I have done my best, but to this day, so much about the cyberarms trade remains impenetrable that it would be folly to claim that I have gotten everything right. Any errors are, of course, my own.
My hope is that my work will help shine even a glimmer of light on the highly secretive and largely invisible cyberweapons industry so that we, a society on the cusp of this digital tsunami called the Internet of Things, may have some of the necessary conversations now, before it is too late.
Nicole Perlroth
November 2020
Kyiv, Ukraine
By the time my plane touched down in Kyivin the dead of winter 2019nobody could be sure the attack was over, or if it was just a glimpse of what was to come.
A note of attenuated panic, of watchful paranoia, had gripped our plane from the moment we entered Ukrainian airspace. Turbulence had knocked us upward so suddenly I could hear bursts of nausea in the back of the plane. Beside me, a wisp of a Ukrainian model gripped my arm, shut her eyes, and began to pray.
Three hundred feet below, Ukraine had gone into orange alert. An abrupt windstorm was ripping roofs off apartment buildings and smashing their dislodged fragments into traffic. Villages on the outskirts of the capital and in western Ukraine were losing poweragain. By the time we jerked onto the runway and started to make our way through Boryspil International Airport, even the young, gangly Ukrainian border guards seemed to be nervously asking one another: Freak windstorm? Or another Russian cyberattack? These days, no one could be sure.

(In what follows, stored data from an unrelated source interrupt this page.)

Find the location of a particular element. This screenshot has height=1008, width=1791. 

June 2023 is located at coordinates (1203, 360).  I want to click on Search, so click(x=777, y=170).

One day earlier, I had bid my baby adieu and traveled to Kyiv as a kind of dark pilgrimage. I came to survey the rubble at ground zero for the most devastating cyberattack the world had ever seen. The world was still reeling from the fallout of a Russian cyberattack on Ukraine that less than two years earlier had shut down government agencies, railways, ATMs, gas stations, the postal service, even the radiation monitors at the old Chernobyl nuclear site, before the code seeped out of Ukraine and haphazardly zigzagged its way around the globe. Having escaped, it paralyzed factories in the far reaches of Tasmania, destroyed vaccines at one of the worlds largest pharmaceutical companies, infiltrated computers at FedEx, and brought the worlds biggest shipping conglomerate to a halt, all in a matter of minutes.